• **Problem requirements**: Your answer should hold exactly the lines from the one with "Locate an element on the screen. This" through the final line of the data below, reproduced as written.

• **Stored items**:
____________
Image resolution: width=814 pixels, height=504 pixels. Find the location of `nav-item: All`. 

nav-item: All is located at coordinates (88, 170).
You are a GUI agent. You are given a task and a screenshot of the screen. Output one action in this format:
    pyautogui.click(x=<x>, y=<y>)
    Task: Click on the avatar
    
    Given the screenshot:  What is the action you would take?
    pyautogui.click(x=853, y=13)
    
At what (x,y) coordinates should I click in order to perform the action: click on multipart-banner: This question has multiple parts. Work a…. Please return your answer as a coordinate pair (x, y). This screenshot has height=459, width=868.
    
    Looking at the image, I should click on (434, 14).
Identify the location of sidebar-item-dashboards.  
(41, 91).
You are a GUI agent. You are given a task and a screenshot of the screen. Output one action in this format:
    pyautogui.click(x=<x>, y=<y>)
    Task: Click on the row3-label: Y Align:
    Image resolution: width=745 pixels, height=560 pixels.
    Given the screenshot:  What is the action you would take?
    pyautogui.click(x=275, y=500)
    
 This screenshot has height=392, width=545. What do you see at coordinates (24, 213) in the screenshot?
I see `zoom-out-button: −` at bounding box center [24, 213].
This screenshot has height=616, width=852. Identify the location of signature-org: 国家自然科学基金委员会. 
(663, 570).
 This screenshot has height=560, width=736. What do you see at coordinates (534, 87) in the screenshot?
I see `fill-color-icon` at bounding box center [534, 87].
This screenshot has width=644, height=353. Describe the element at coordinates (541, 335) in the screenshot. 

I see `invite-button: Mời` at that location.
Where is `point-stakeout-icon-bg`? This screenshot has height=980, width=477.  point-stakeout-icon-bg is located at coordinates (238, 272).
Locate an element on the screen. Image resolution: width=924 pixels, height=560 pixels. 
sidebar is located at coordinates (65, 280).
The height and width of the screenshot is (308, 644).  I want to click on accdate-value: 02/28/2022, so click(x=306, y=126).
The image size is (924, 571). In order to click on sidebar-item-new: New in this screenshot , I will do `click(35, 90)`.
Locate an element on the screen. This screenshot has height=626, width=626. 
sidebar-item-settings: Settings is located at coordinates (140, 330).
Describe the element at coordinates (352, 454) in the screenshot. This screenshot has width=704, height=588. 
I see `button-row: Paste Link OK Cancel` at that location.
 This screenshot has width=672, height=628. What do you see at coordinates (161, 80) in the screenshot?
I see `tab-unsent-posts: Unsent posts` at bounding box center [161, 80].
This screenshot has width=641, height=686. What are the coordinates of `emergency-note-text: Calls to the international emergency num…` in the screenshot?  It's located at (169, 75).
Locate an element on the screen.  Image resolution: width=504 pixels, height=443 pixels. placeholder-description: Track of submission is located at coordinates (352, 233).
____________
• **Your response**:
Locate an element on the screen. This screenshot has height=626, width=626. 
sidebar-item-settings: Settings is located at coordinates (140, 330).
Describe the element at coordinates (352, 454) in the screenshot. This screenshot has width=704, height=588. 
I see `button-row: Paste Link OK Cancel` at that location.
 This screenshot has width=672, height=628. What do you see at coordinates (161, 80) in the screenshot?
I see `tab-unsent-posts: Unsent posts` at bounding box center [161, 80].
This screenshot has width=641, height=686. What are the coordinates of `emergency-note-text: Calls to the international emergency num…` in the screenshot?  It's located at (169, 75).
Locate an element on the screen.  Image resolution: width=504 pixels, height=443 pixels. placeholder-description: Track of submission is located at coordinates (352, 233).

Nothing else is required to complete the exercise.